• @[email protected]
    link
    fedilink
    -1
    edit-2
    1 year ago

    People know and react to its current meaning, regardless of knowing its original meaning or not.

    This statement is missing the point that such thinking requires some prerequisite knowledge of the symbol. Why stop at uncommonly seen, and extremely modern usage, and abandon the well over 200 years of pre-existing knowledge?

    Exactly like the swastika. Some people know its true original meaning, some don’t. But all know what it means seeing someone today brandishing one.

    Still though, I wouldn’t give up on the Gadsden flag so quickly. I firmly believe that as long as the average public can be made aware of how ridiculous the auth-right’s using the flag is, and continues to call them out on it, it can be saved. I’m pretty sure that the majority of the auth-right, and other groups haven’t considered how contradicting it is to their platform. To me, seeing someone in the auth-right flying the Gadsden flag is just as weird as if, hypothetically, a marxist decided to fly it.

    • @lunarul
      link
      41 year ago

      Why stop at uncommonly seen, and extremely modern usage, and abandon the well over 200 years of pre-existing knowledge?

      It’s not like those who know its original meaning suddenly decided to change it. If enough people who don’t know or don’t care about the original meaning give it a new meaning, then that does become a “correct” meaning.

      Just like language. You can yell at everyone that literally doesn’t mean figuratively all you want, but in the end it still ended up updated in all the dictionaries as meaning just that (along with its original meaning, of course).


- **What you need to do**: The records below are to be restated word for word, with every picture left out.

• • • • •

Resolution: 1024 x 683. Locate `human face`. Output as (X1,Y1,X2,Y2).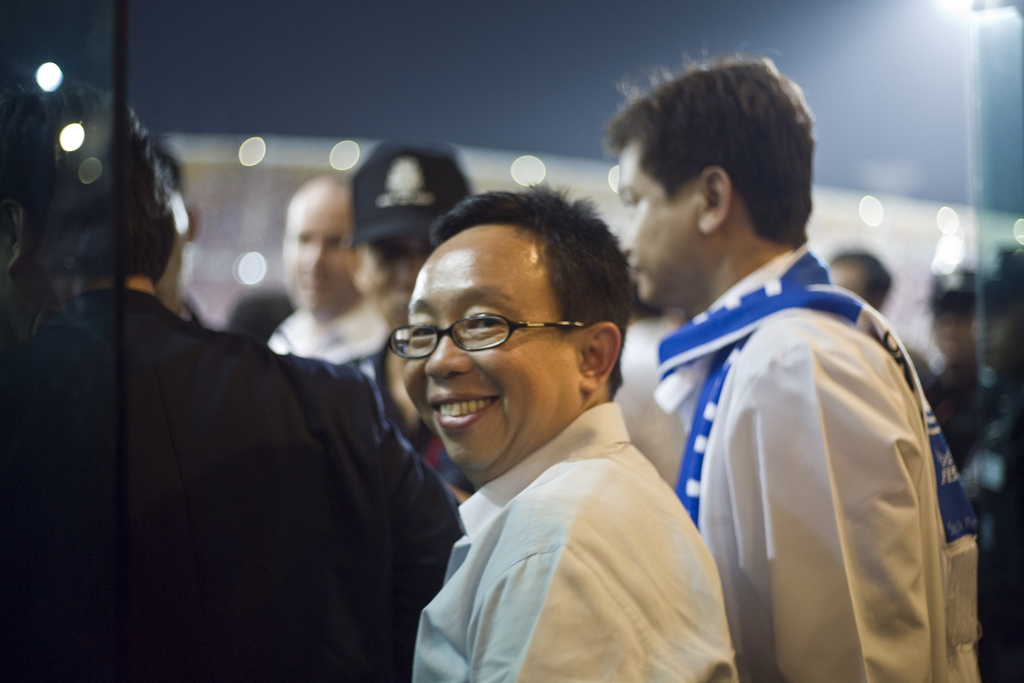
(618,143,701,308).
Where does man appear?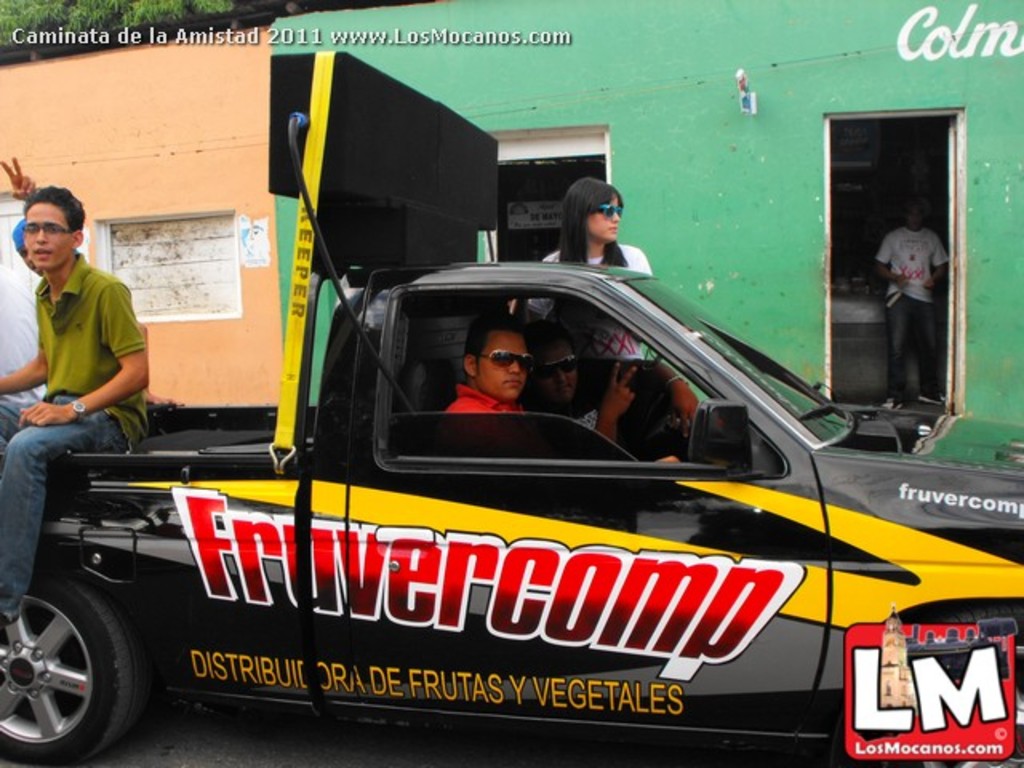
Appears at BBox(0, 189, 149, 619).
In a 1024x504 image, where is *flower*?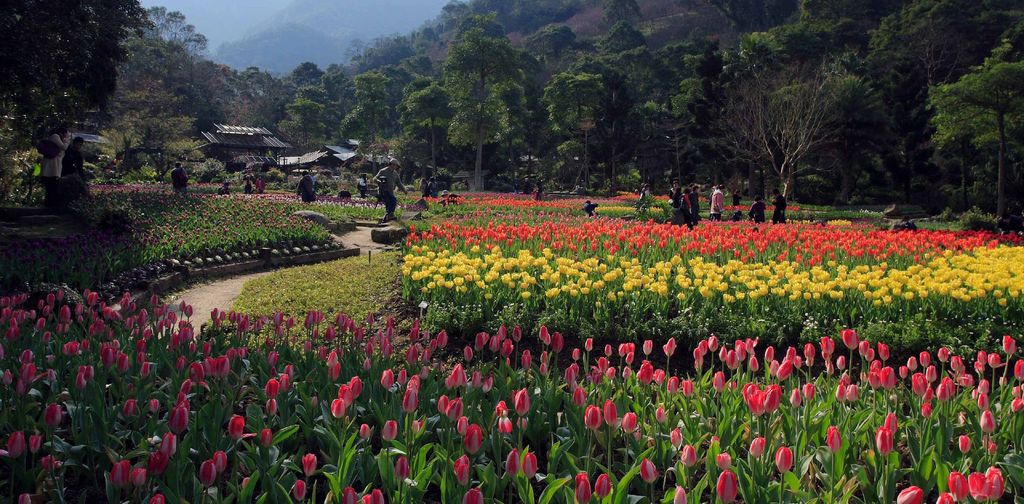
region(875, 341, 891, 363).
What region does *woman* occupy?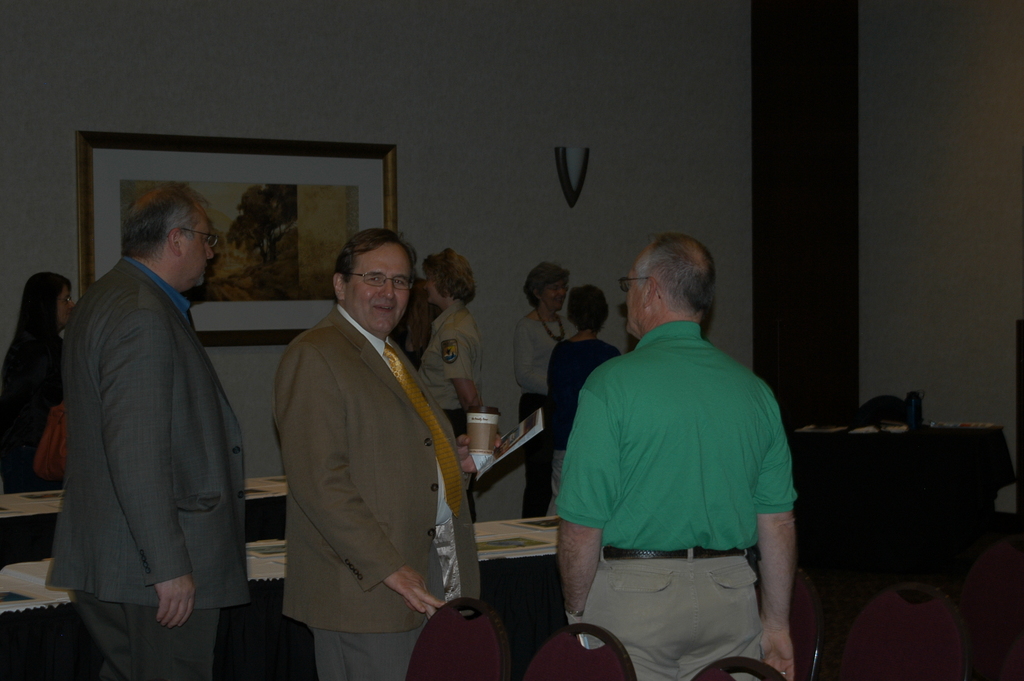
locate(259, 227, 467, 669).
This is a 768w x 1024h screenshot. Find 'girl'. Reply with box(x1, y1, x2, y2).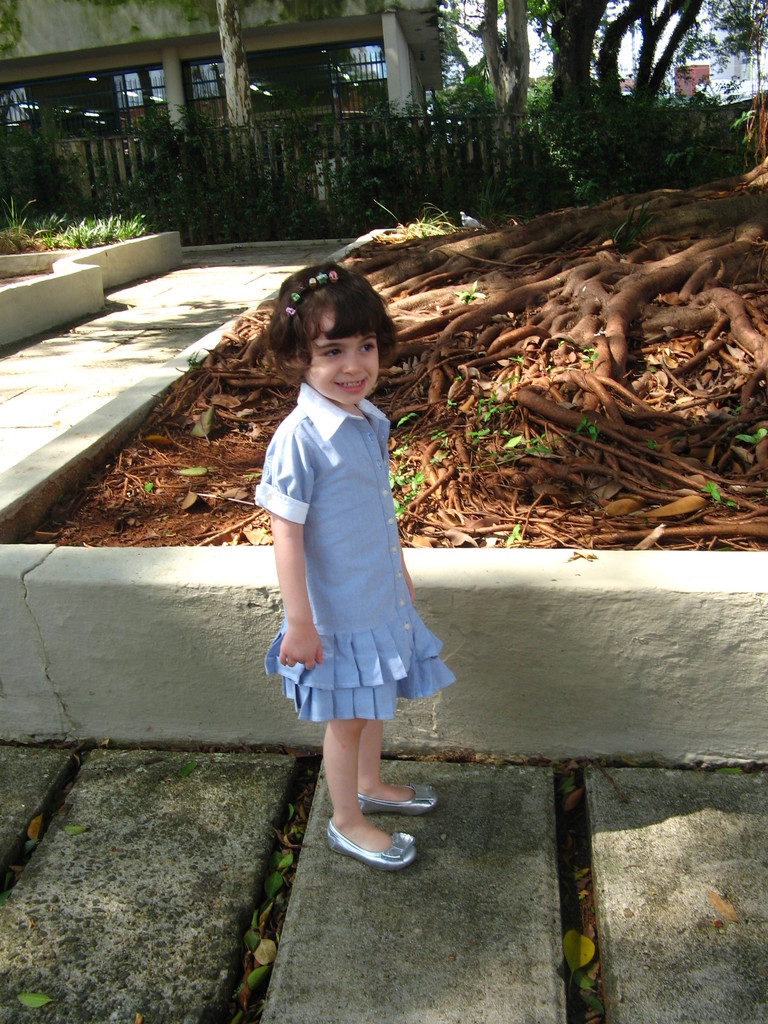
box(247, 259, 457, 872).
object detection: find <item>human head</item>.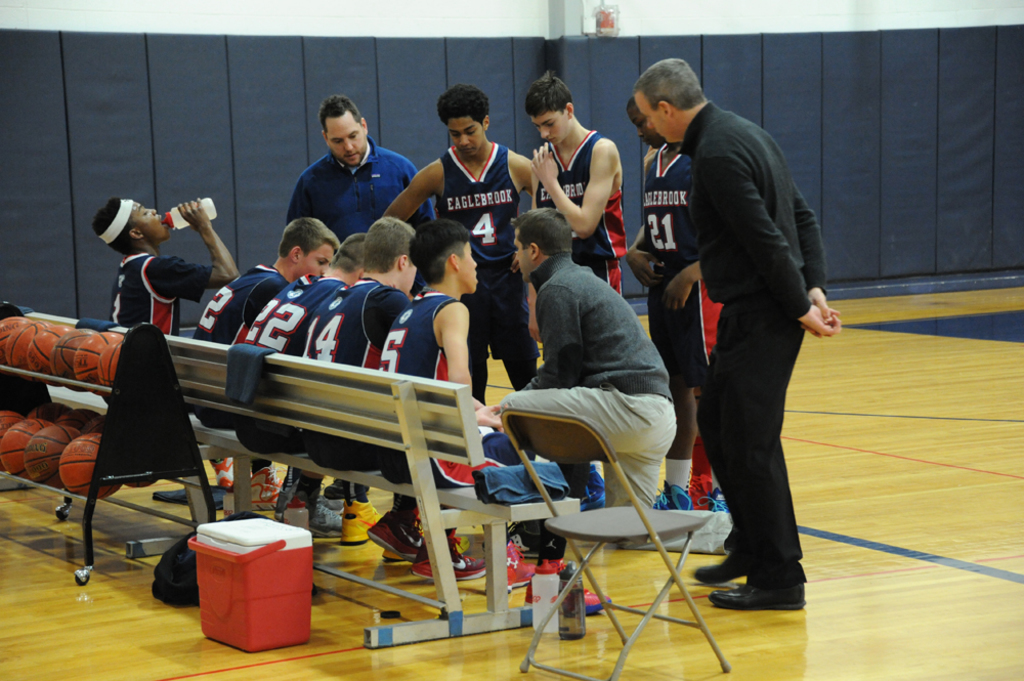
(325, 233, 368, 284).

• • • • •

- **Written response**:
Resolution: 1024 x 683. Locate `human face`. Output as (X1,Y1,X2,Y2).
(618,143,701,308).
Where does man appear?
Appears at BBox(0, 189, 149, 619).
In a 1024x504 image, where is *flower*?
region(875, 341, 891, 363).
What region does *woman* occupy?
locate(259, 227, 467, 669).
This is a 768w x 1024h screenshot. Find 'girl'. Reply with box(x1, y1, x2, y2).
box(247, 259, 457, 872).
object detection: find <item>human head</item>.
(325, 233, 368, 284).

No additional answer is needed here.